Binance Wallet adds Plume’s yield vault for Invesco, Bitwise funds
Self-custody users can now earn roughly 3.5% yield on tokenized government securities and crypto carry strategies through Plume's nBASIS vault
Binance Wallet has integrated Plume Network’s nBASIS yield vault, giving self-custody users direct access to tokenized funds from Invesco and Bitwise. The move marks Binance Wallet’s first foray into structured real-world asset (RWA) yield products. Previously, the wallet’s yield options centered on DeFi protocols and tokenized equities. Now users can park stablecoins and earn approximately 3.5% from two institutional-grade funds sitting behind a single vault interface.
What’s actually inside the vault
The nBASIS vault is built on Plume’s Nest protocol. Users deposit stablecoins and receive yield-bearing vault tokens in return. Two funds power the yield. First is Invesco’s Short Duration U.S. Government Securities Fund, tokenized under the ticker USTB. It holds over $860 million in assets under management. Second is Bitwise’s Crypto Carry Fund, trading as USCC, with more than $170 million in AUM. Both were tokenized by Superstate.
The combination is deliberate. USTB provides exposure to short-duration government debt. USCC runs a crypto carry strategy, capturing yield from basis trades and funding rates in digital asset markets. Blending both into a single vault gives depositors a diversified yield stream that doesn’t rely entirely on either TradFi or crypto-native returns.
Plume’s distribution-first playbook
The nBASIS vault is the first diversified RWA yield product from Plume Nest, but the pipeline suggests more is coming. Additional offerings from BlackRock, Apollo, WisdomTree, and FalconX are reportedly in the works.
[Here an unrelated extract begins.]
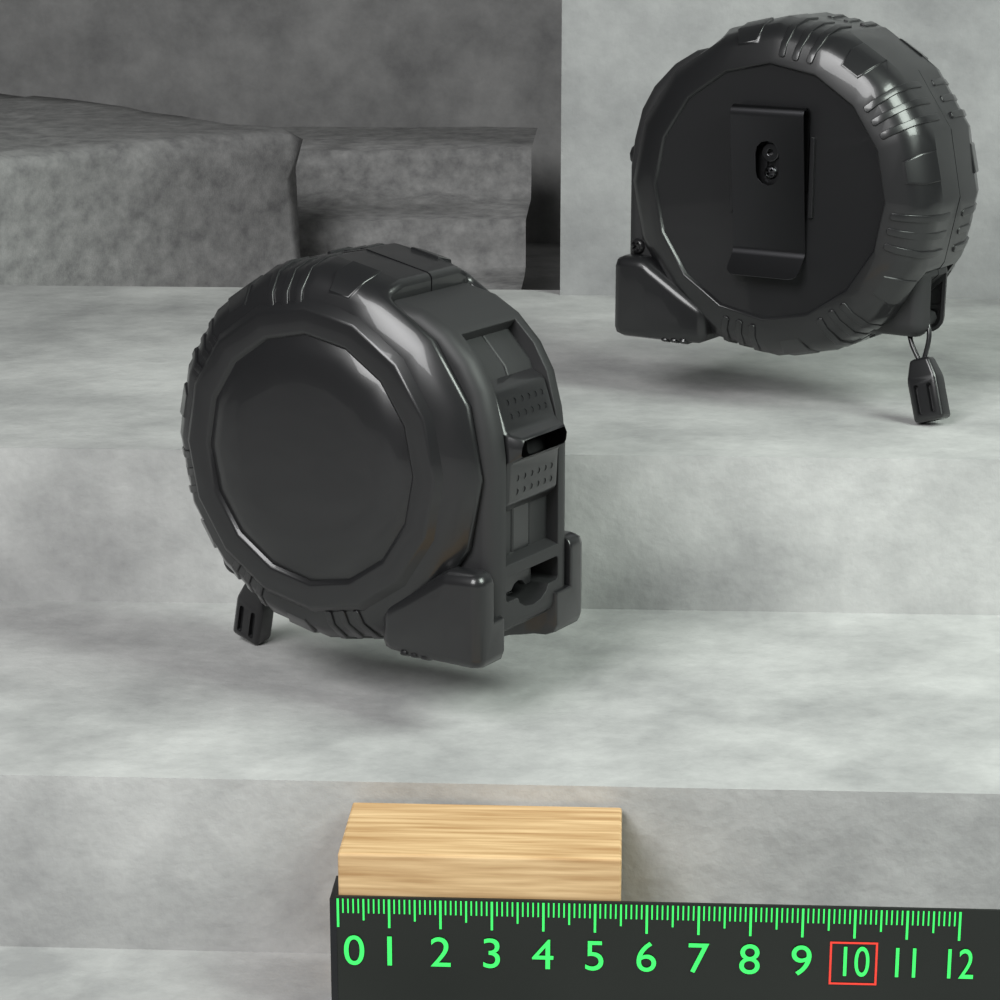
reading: 5.5 (no unit)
Plume’s native token, PLUME, was listed on Binance in August 2025, establishing the relationship between the two platforms. Invesco’s involvement with Plume dates to at least May 2025, when the two collaborated on a tokenized senior loan strategy with DigiFT. In June 2026, ether.fi committed $100 million to Plume Nest vaults, including $25 million specifically directed to the nBASIS product.
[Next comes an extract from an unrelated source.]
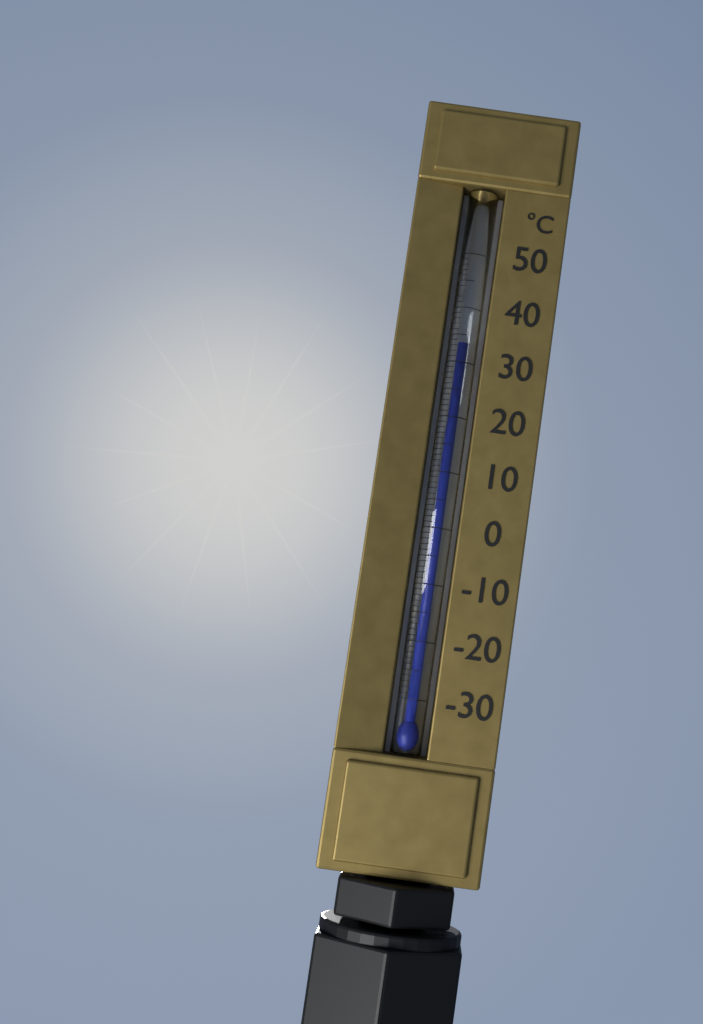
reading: 34 °C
Why this matters for crypto investors
Binance Wallet is a self-custody product. Users hold their own keys. Yet they’re now accessing yield from an Invesco fund that manages nearly a billion dollars, without needing a brokerage account or passing through traditional fund subscription processes.
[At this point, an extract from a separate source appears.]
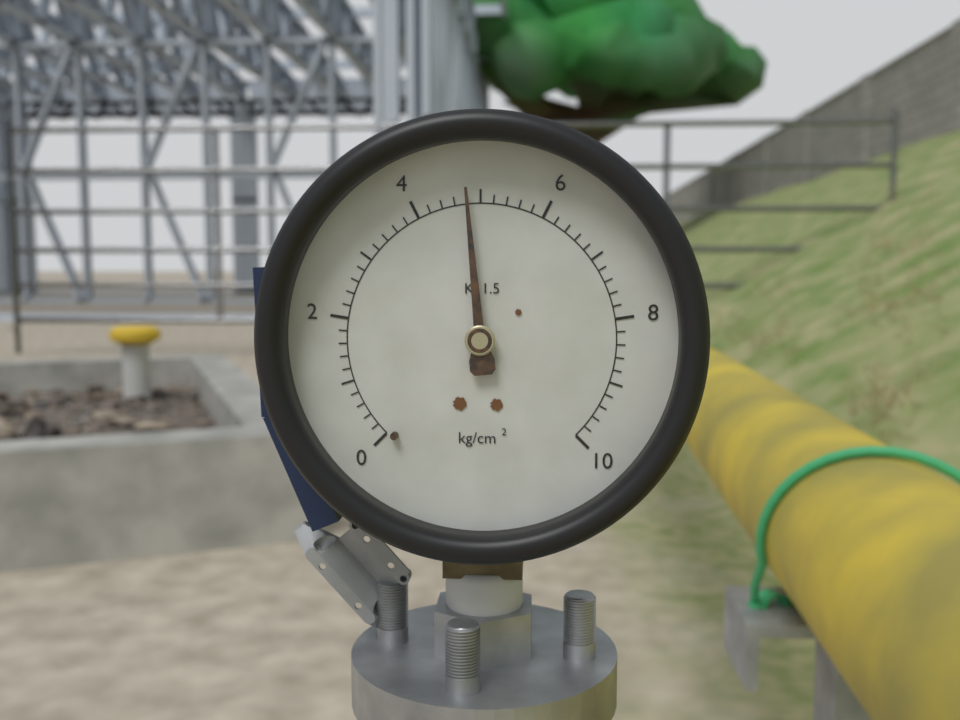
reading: 4.8 kg/cm²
The risk side deserves attention. Layering a DeFi protocol between users and tokenized fund shares introduces smart contract risk that doesn’t exist in traditional fund ownership. Plume’s Nest protocol is the intermediary handling deposits and issuing vault tokens, so any vulnerability there could expose user capital regardless of how safe the underlying Invesco or Bitwise funds are.